Skip to content
Ordinary Time

Greek Word Study

Pneuma

πνεῦμα
PNYOO-mahStrong's G4151

Spirit, breath, wind — the Greek of John 3 and Pentecost.

Wind, breath, and the Breath of God

Like its Hebrew twin ruach, pneuma is first a thing you can feel — wind on the face, breath in the chest. From there it rises to name the life-breath, the human spirit, and finally the Holy Spirit who hovered over creation and rushed through Pentecost.

Born of the Spirit

Jesus tells Nicodemus a man must be 'born of water and pneuma,' then puns: 'the pneuma blows where it wishes.' New birth is as free and uncontrollable as the wind. This is why pneuma sits at the heart of the baptism debate — water and Spirit, and what their joining effects.

Where This Word Decides Debates

Pneuma informs baptism (born of water and Spirit), pneumatology, and the Trinity (the Spirit as a divine person, not a force).

When This Word Study Proves Too Much

Don't flatten the Holy Spirit into mere 'force' or 'wind' because the word can mean wind — Scripture personalizes the Spirit (he speaks, grieves, wills). And read context to tell wind, human spirit, and Holy Spirit apart.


▶ _DIRECTIONS FOR THIS TASK_: Each line from the one containing "In a 1024 ×" to the end of the entries below must be restated exactly, and no other line should appear.

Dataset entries
==============================

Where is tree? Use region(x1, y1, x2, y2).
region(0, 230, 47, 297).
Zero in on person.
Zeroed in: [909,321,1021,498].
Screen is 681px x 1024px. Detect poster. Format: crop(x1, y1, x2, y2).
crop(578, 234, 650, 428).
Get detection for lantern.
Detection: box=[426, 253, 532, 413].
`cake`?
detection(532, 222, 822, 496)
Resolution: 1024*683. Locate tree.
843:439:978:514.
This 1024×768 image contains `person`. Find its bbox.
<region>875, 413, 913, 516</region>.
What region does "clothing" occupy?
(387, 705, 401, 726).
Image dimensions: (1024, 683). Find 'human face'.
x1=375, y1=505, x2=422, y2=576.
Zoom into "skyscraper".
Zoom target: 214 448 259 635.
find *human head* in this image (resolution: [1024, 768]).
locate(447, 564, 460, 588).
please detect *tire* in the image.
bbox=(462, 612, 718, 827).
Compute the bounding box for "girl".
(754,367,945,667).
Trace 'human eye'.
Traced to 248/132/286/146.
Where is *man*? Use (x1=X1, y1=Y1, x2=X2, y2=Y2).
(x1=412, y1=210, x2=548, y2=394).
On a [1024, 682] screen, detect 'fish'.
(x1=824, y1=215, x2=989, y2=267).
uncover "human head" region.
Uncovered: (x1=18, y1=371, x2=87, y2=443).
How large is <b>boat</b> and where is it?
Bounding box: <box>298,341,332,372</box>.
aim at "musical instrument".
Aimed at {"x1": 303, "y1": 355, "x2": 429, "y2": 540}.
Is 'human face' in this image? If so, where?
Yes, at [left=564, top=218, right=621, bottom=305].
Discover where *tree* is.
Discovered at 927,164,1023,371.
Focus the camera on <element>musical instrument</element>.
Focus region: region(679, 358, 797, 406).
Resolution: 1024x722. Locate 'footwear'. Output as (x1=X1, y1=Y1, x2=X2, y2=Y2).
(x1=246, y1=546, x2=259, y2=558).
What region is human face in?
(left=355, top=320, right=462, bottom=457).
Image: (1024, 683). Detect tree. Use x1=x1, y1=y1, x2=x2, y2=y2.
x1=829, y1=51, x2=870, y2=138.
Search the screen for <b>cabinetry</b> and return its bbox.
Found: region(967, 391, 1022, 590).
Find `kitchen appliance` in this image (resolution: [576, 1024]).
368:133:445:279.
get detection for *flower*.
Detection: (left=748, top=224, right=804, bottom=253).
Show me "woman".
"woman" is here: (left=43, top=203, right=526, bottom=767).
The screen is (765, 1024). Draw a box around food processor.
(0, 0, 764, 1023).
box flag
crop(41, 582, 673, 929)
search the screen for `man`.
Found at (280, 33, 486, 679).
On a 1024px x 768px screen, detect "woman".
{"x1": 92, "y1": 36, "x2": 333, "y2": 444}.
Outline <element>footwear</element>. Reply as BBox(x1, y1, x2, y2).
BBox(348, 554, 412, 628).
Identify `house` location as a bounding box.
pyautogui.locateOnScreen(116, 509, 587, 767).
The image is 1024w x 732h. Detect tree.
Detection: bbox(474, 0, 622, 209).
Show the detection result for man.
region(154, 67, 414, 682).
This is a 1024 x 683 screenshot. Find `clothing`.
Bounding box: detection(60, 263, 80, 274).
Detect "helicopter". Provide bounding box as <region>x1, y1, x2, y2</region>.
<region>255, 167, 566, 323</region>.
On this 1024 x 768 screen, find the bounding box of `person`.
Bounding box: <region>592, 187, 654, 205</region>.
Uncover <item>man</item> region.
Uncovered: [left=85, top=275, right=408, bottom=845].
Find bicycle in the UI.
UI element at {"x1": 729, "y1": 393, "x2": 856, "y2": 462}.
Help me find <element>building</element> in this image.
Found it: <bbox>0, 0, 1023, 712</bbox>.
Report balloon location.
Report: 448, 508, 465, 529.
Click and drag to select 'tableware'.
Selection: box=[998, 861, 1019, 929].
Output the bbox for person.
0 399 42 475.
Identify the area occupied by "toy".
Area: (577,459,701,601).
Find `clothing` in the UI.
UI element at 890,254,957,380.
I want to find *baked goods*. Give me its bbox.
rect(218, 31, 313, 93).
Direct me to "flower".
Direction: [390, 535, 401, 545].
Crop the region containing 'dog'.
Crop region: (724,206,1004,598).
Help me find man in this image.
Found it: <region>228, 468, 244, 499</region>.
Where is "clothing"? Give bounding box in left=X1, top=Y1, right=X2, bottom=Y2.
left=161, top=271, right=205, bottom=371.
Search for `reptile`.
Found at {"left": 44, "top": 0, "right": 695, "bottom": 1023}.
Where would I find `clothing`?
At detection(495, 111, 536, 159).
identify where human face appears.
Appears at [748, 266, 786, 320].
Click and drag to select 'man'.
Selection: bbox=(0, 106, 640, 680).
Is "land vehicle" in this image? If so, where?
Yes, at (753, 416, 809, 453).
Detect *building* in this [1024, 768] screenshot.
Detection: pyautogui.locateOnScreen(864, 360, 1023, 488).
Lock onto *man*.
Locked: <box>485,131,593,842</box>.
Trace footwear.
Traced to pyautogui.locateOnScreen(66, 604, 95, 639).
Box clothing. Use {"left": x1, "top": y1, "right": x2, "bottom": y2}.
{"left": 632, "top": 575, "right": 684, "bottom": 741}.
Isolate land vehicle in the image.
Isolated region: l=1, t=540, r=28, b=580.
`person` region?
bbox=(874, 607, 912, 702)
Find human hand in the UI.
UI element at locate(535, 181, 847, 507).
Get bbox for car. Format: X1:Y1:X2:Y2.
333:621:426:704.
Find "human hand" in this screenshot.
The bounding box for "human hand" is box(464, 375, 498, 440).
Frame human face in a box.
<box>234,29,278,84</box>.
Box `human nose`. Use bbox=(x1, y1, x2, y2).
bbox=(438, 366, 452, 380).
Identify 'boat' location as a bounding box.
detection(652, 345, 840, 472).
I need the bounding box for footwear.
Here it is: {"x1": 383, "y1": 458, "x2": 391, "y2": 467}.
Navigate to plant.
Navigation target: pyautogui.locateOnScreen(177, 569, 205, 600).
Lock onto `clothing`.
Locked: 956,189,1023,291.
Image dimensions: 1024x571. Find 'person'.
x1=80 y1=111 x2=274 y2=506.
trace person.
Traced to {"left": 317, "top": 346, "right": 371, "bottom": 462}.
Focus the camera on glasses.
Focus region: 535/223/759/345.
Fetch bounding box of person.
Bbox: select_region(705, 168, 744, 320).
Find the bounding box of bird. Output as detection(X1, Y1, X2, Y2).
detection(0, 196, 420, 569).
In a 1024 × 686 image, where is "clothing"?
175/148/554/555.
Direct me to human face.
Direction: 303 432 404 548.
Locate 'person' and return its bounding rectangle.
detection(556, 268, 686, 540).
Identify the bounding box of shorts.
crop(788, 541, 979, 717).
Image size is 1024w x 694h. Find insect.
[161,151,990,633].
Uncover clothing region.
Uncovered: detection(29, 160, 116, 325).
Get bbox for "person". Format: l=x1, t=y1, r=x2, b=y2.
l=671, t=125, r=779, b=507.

==============================

▶ _SOLUTION TO THIS PROBLEM_:
In a 1024 × 686 image, where is "clothing"?
175/148/554/555.
Direct me to human face.
Direction: 303 432 404 548.
Locate 'person' and return its bounding rectangle.
detection(556, 268, 686, 540).
Identify the bounding box of shorts.
crop(788, 541, 979, 717).
Image size is 1024w x 694h. Find insect.
[161,151,990,633].
Uncover clothing region.
Uncovered: detection(29, 160, 116, 325).
Get bbox for "person". Format: l=x1, t=y1, r=x2, b=y2.
l=671, t=125, r=779, b=507.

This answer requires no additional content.